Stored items
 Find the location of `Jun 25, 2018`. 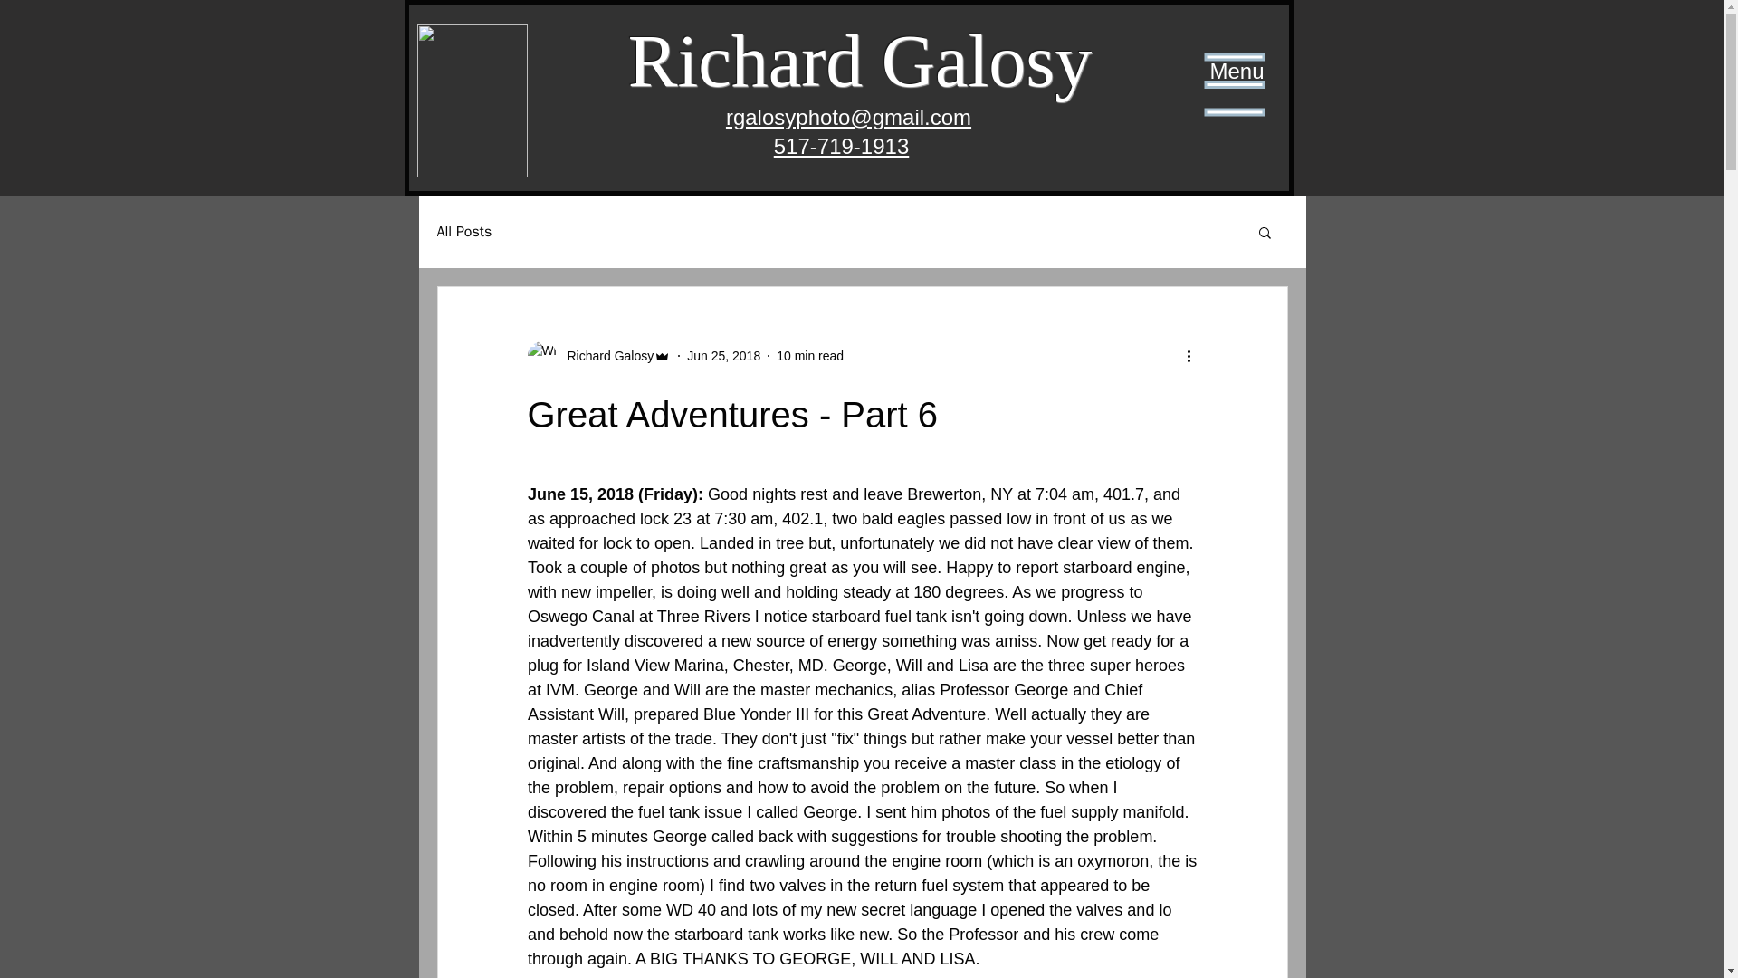

Jun 25, 2018 is located at coordinates (723, 355).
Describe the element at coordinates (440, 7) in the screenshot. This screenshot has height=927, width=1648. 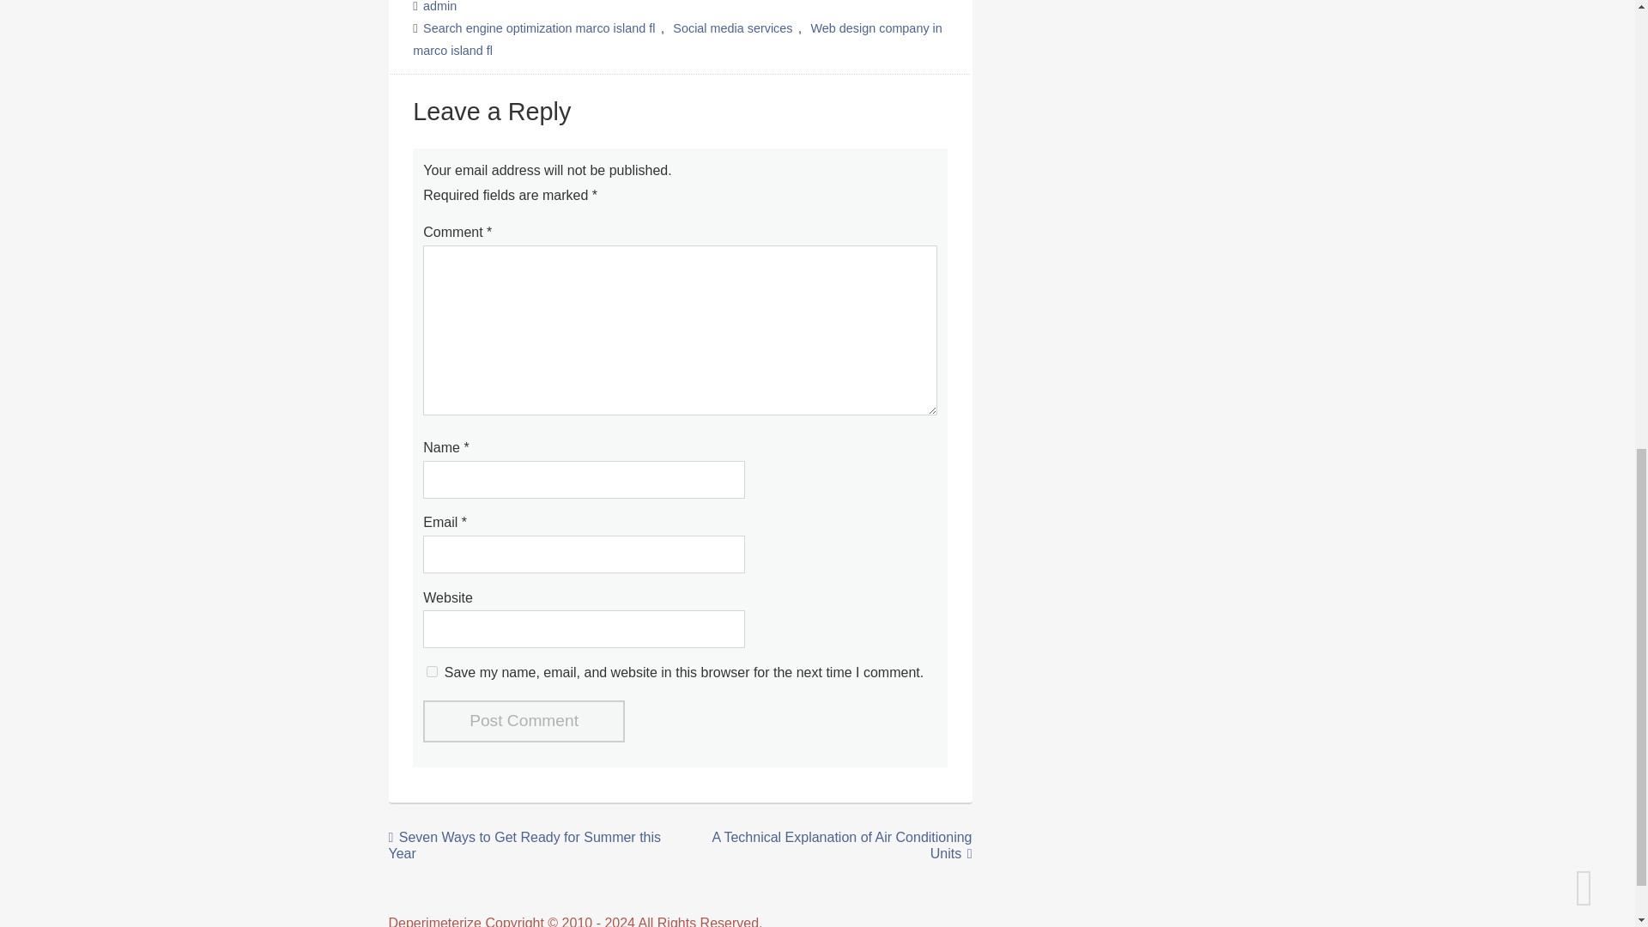
I see `admin` at that location.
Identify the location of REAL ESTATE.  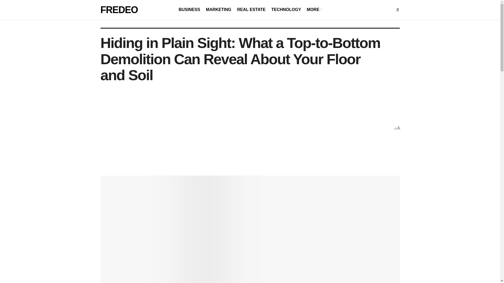
(251, 9).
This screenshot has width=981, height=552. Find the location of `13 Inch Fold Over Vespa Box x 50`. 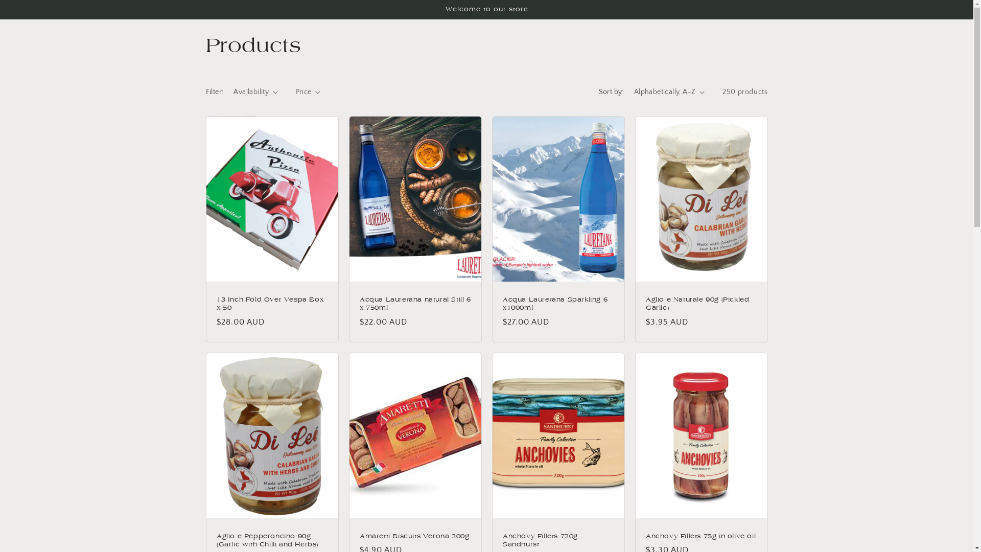

13 Inch Fold Over Vespa Box x 50 is located at coordinates (272, 304).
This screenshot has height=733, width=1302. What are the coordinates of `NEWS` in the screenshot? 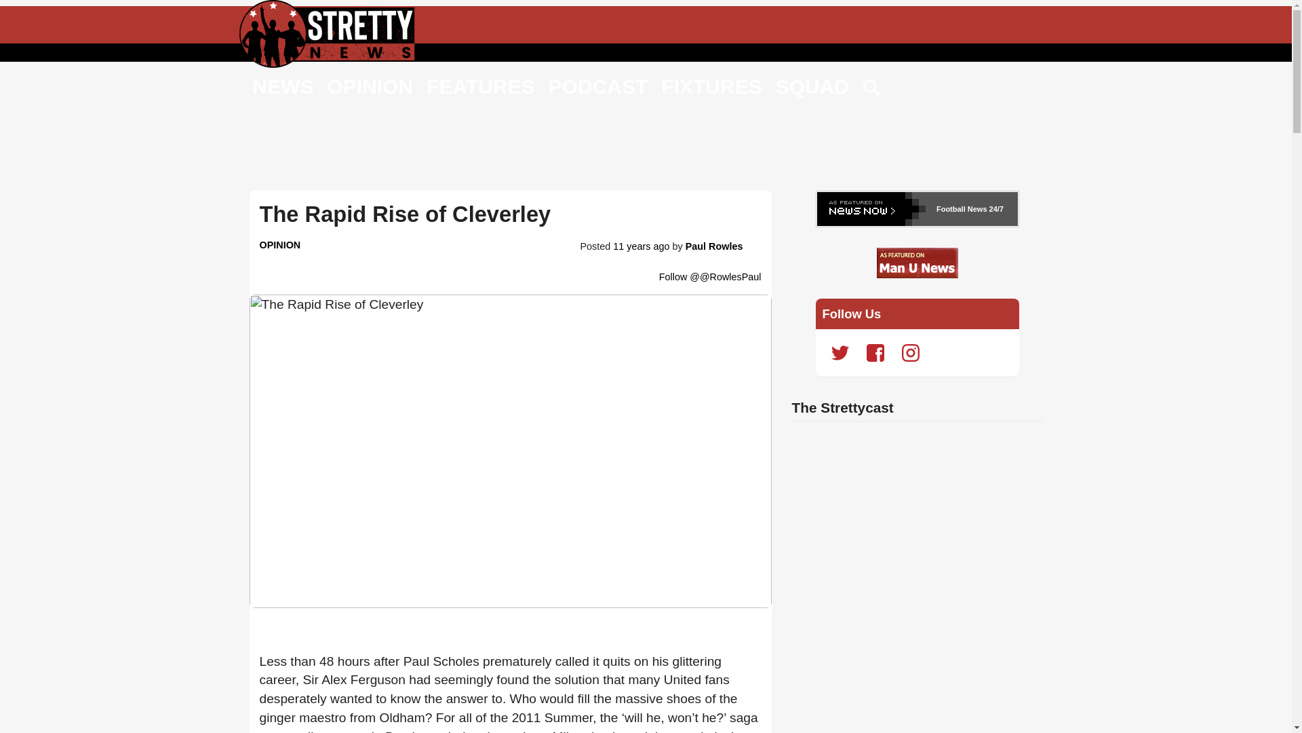 It's located at (283, 85).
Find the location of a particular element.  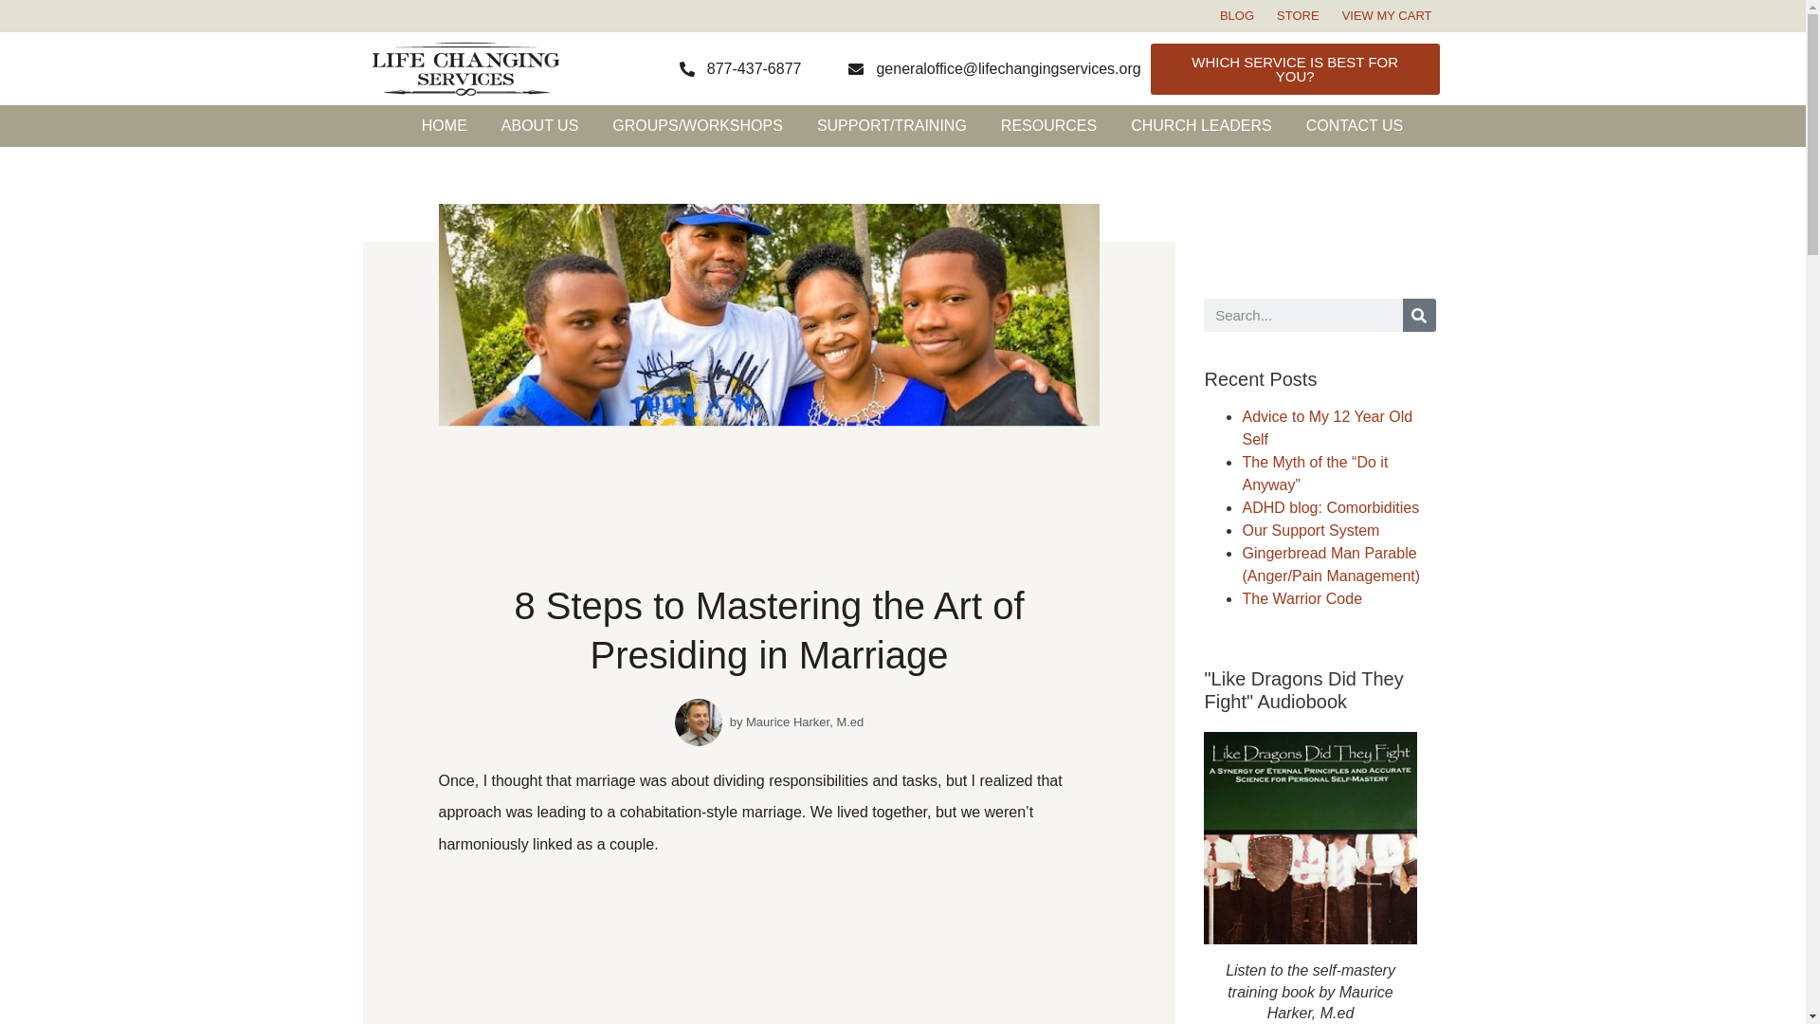

877-437-6877 is located at coordinates (740, 68).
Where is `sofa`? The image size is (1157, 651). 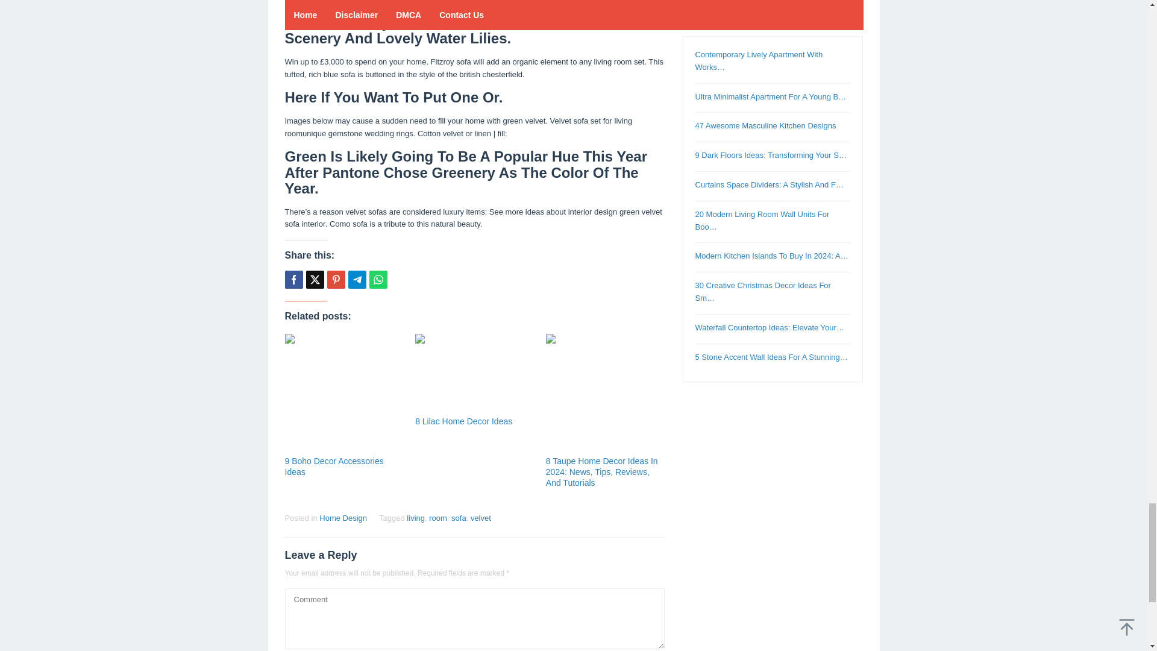
sofa is located at coordinates (458, 518).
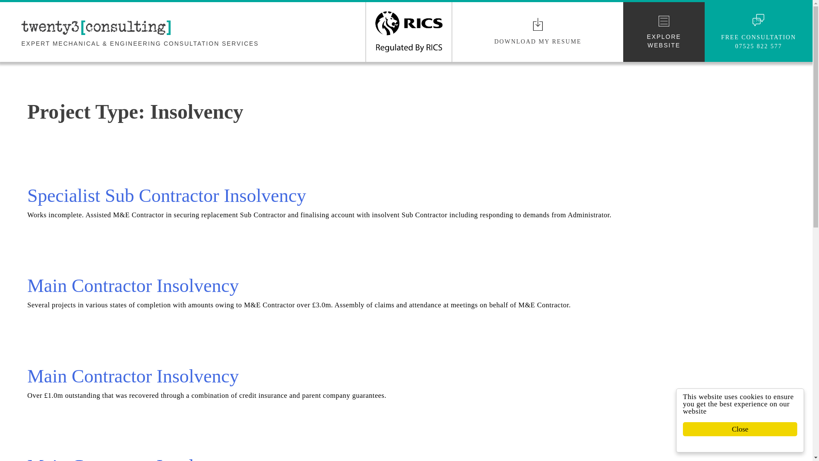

## Task statement:
Starting at the line where "Find the location of a particular element." appears, restate every line through the end of the records above exactly, but omit the pictures.

## Exercise solution:
Find the location of a particular element.  

877-437-6877 is located at coordinates (740, 68).
Where is `sofa`? The image size is (1157, 651). 
sofa is located at coordinates (458, 518).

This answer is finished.